I read a story in the New York Times last week. It was a column by their business issues and technology editor. He voiced a common complaint, about emails. He said that in December, he had 46,315 unread emails in his inbox. 46,315. When he went back to work after New Year’s, he had zero. He deleted them all. Every single one. Without reading them. He said he was declaring what is known as “email bankruptcy.” He was determined to start the New Year with an empty inbox.
That was pretty radical. I don’t know if that would work for everyone – I’d be afraid of losing something important, even if it was something that had been sitting there for months. But he said he was prompted to do this by the sheer volume of messages he was getting. It was unmanageable. And he’s not the only one. He cited a study by a technology and market research firm in California. The study said people send 182 billion emails each day around the world. That adds up to more than 67 trillion messages a year.
This is what we have come to. All those billions of notices, emails, invitations, communications… we are swamped, absolutely drowning, in messages. Let’s be honest: how many of them do any of us keep, or even remember? How many are important? On any given day, I find myself getting emails about cat and dog videos… or some fortune that has been left for me in a Nigerian bank account about it… or a request to take part in a survey on a subject I know nothing about. We’re drowning in so much that is unwanted or unnecessary.
But today, we hear a message that IS wanted and IS necessary. “Come after me. I will make you fishers of people.” Plain words spoken on the shores of a lake, in a time when there was no email.
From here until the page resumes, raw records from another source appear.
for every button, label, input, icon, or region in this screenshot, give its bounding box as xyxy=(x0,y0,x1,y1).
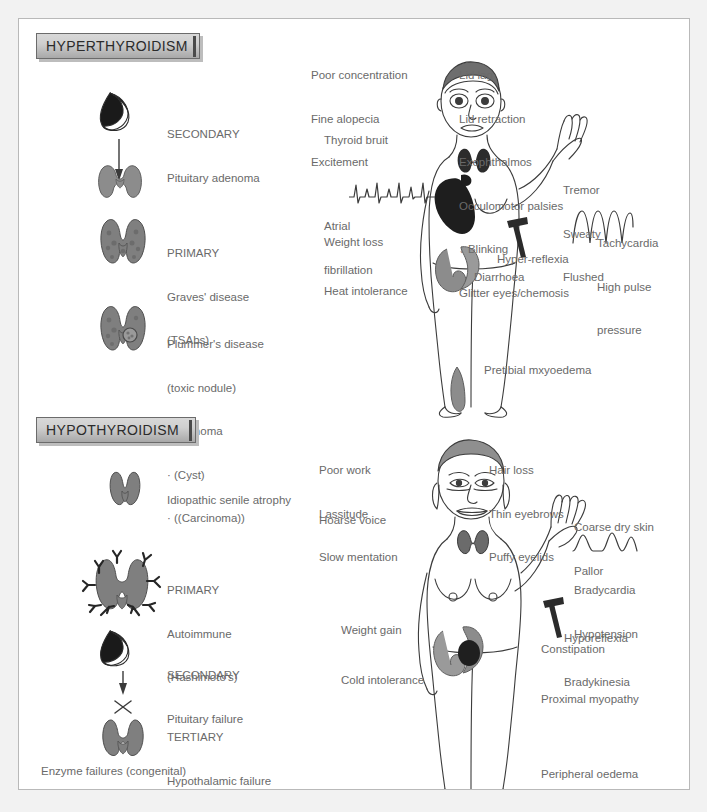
thyroid-bruit-label: Thyroid bruit xyxy=(324,133,388,148)
hypo-symptoms-right: Hair loss Thin eyebrows Puffy eyelids xyxy=(489,434,564,594)
cause-line: · ((Carcinoma)) xyxy=(167,511,264,526)
symptom-label: Thin eyebrows xyxy=(489,507,564,522)
cause-line: PRIMARY xyxy=(167,246,249,261)
badge-edge-accent xyxy=(189,420,192,441)
cause-line: Graves' disease xyxy=(167,290,249,305)
enzyme-failures-footnote: Enzyme failures (congenital) xyxy=(41,764,186,779)
symptom-label: Tremor xyxy=(563,183,604,198)
thyroid-antibodies-icon xyxy=(81,547,163,619)
thyroid-gland-icon xyxy=(97,215,149,271)
symptom-label: Glitter eyes/chemosis xyxy=(459,286,569,301)
cause-line: TERTIARY xyxy=(167,730,271,745)
hyper-symptoms-left: Poor concentration Fine alopecia Excitem… xyxy=(311,39,408,199)
section-badge-hypothyroidism: HYPOTHYROIDISM xyxy=(36,417,196,443)
hoarse-voice-label: Hoarse voice xyxy=(319,513,386,528)
cold-intolerance-label: Cold intolerance xyxy=(341,673,424,688)
symptom-label: fibrillation xyxy=(324,263,373,278)
cause-line: SECONDARY xyxy=(167,668,243,683)
pituitary-failure-icon xyxy=(92,627,148,667)
weight-gain-label: Weight gain xyxy=(341,623,402,638)
blocked-thyroid-icon xyxy=(97,669,149,757)
symptom-label: Poor concentration xyxy=(311,68,408,83)
section-badge-hypothyroidism-label: HYPOTHYROIDISM xyxy=(46,422,179,438)
thyroid-nodule-icon xyxy=(97,302,149,358)
cause-line: (toxic nodule) xyxy=(167,381,264,396)
symptom-label: Bradycardia xyxy=(574,583,638,598)
section-badge-hyperthyroidism: HYPERTHYROIDISM xyxy=(36,33,200,59)
pulse-signs-label: Tachycardia High pulse pressure xyxy=(597,207,658,367)
pituitary-adenoma-icon xyxy=(92,89,148,199)
symptom-label: Tachycardia xyxy=(597,236,658,251)
constipation-label: Constipation xyxy=(541,642,605,657)
symptom-label: Coarse dry skin xyxy=(574,520,654,535)
figure-panel: HYPERTHYROIDISM SECONDARY Pituitary aden… xyxy=(18,18,690,790)
cause-line: SECONDARY xyxy=(167,127,260,142)
proximal-myopathy-label: Proximal myopathy xyxy=(541,692,639,707)
cause-line: · (Cyst) xyxy=(167,468,264,483)
cause-line: PRIMARY xyxy=(167,583,238,598)
hypo-cause-idiopathic-label: Idiopathic senile atrophy xyxy=(167,493,291,508)
atrophic-thyroid-icon xyxy=(107,469,143,511)
pretibial-myxoedema-label: Pretibial mxyoedema xyxy=(484,363,591,378)
page-background: HYPERTHYROIDISM SECONDARY Pituitary aden… xyxy=(0,0,707,812)
symptom-label: pressure xyxy=(597,323,658,338)
symptom-label: Lid lag xyxy=(459,68,569,83)
cause-line: Pituitary adenoma xyxy=(167,171,260,186)
symptom-label: Hair loss xyxy=(489,463,564,478)
symptom-label: High pulse xyxy=(597,280,658,295)
peripheral-oedema-label: Peripheral oedema xyxy=(541,767,638,782)
symptom-label: Poor work xyxy=(319,463,398,478)
symptom-label: Puffy eyelids xyxy=(489,550,564,565)
symptom-label: Atrial xyxy=(324,219,373,234)
section-badge-hyperthyroidism-label: HYPERTHYROIDISM xyxy=(46,38,188,54)
hyper-reflexia-label: Hyper-reflexia xyxy=(497,252,569,267)
symptom-label: Lid retraction xyxy=(459,112,569,127)
symptom-label: Excitement xyxy=(311,155,408,170)
badge-edge-accent xyxy=(193,36,196,57)
hyper-symptoms-right: Lid lag Lid retraction Exophthalmos Occu… xyxy=(459,39,569,329)
heat-intolerance-label: Heat intolerance xyxy=(324,284,408,299)
symptom-label: Slow mentation xyxy=(319,550,398,565)
symptom-label: Exophthalmos xyxy=(459,155,569,170)
symptom-label: Occulomotor palsies xyxy=(459,199,569,214)
diarrhoea-label: Diarrhoea xyxy=(474,270,525,285)
symptom-label: Fine alopecia xyxy=(311,112,408,127)
cause-line: Plummer's disease xyxy=(167,337,264,352)
symptom-label: Bradykinesia xyxy=(564,675,630,690)
hyper-cause-secondary-label: SECONDARY Pituitary adenoma xyxy=(167,98,260,214)
weight-loss-label: Weight loss xyxy=(324,235,383,250)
In fact, there was no post office, no telegram, no phone, no email. Just this: a direct invitation. “Come after me. Let me lead you.” In time, what they did, the choice they made, transformed the world.
Two thousand years later, that invitation is still out there. Christ still calls. To every one of us. The words of this gospel are being repeated again and again today in churches around the world. Jesus comes to us where we are – whether it’s on the banks of a lake, or an office in downtown Seattle, or a kitchen at home or at church. He comes to us and offers that invitation. Come after me. I will help you do things you never imagined. Come. What will be our answer?
Jesus continues to extend his invitation to be missionary disciples to all of us. Come after me. Come after Christ. There are no tests, no hidden fees. The call of Christ to the fishermen all those centuries ago is also his call to us today. Today’s gospel reminds us of one message, one invitation, that really matters. So, check your inbox. Jesus has sent you an invitation. It’s not spam. Don’t ignore him. Don’t delete him. Give him a reply. Centuries ago, some fishermen did and it changed everything. How will your response to Christ change you?